Run the catastrophy fungal trophy classifier for many genomes.
The python package now bundles a pipeline that runs HMMER in parallel for you. This nextflow pipeline won't be maintained into the future.
Details of the new pipeline are here: https://github.com/ccdmb/catastrophy#using-the-catastrophy-pipeline
This pipeline automates the process of running HMMER3 and CATAStrophy on many genomes.
The pipeline is built using Nextflow (version >=20.01.0), a workflow tool to run tasks across multiple compute infrastructures in a very portable manner. It comes with docker containers making installation trivial and results highly reproducible.

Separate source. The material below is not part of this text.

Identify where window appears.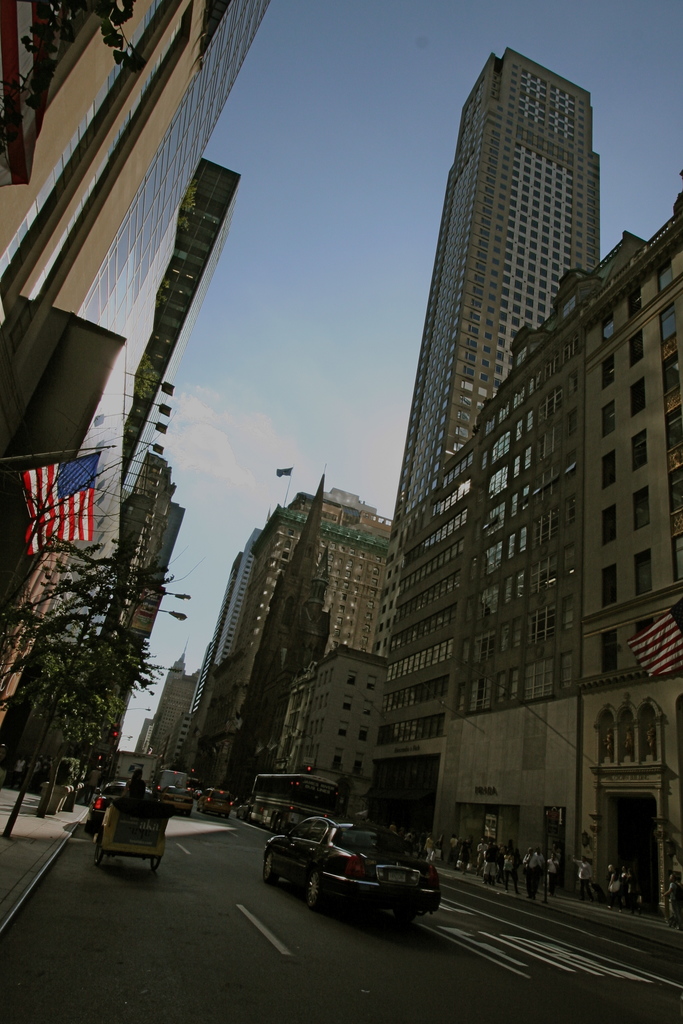
Appears at (x1=664, y1=409, x2=682, y2=452).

This documentation is a bit sparse right now. We're all time poor. If you are having trouble, please don't hesitate to raise an issue on github or email me.
i. Install nextflow
ii. Install one of docker
, singularity
or conda
iii. Download the pipeline and test it on a minimal dataset with a single command
nextflow run ccdmb/catastrophy-pipeline -profile test,<docker/singularity/conda>
iv. Start running your own analysis!
nextflow run ccdmb/catastrophy-pipeline -profile <docker/singularity/conda> --proteomes 'proteomes/*.fasta' --dbcan_version 8
Parameter | default | description |
---|---|---|
--help |
flag | Show help text and exit. |
--proteomes |
File or glob of files. | The proteins in fasta format that catastrophy should classify. Each file is treated as a separate organism. |
--dbcan_version |
4,5,6,7 or 8 | The version of dbCAN to count CAZymes from. By default, will attempt to download the correct dbCAN database for this version and use that. |
--dbcan |
File | A copy of the dbCAN HMMER3 formatted database of CAZymes. If you use this option, you must also provide the --dbcan_version number. |
--dbcan_url |
URL | The url to download the dbCAN HMMER3 formatted database from. If you use this option, you must also provide the --dbcan_version number. |
--outdir |
results |
The directory to write results to. |
I highly recommend that you use the --dbcan_version
flag without --dbcan
or --dbcan_url
.
This will ensure that the correct model and database versions are used.
Nextflow can run tasks in parallel, I will add some documentation to this later. Generally, it should do some of this automatically but more advanced things like using supercomputers or distributed cloud setups are more complex.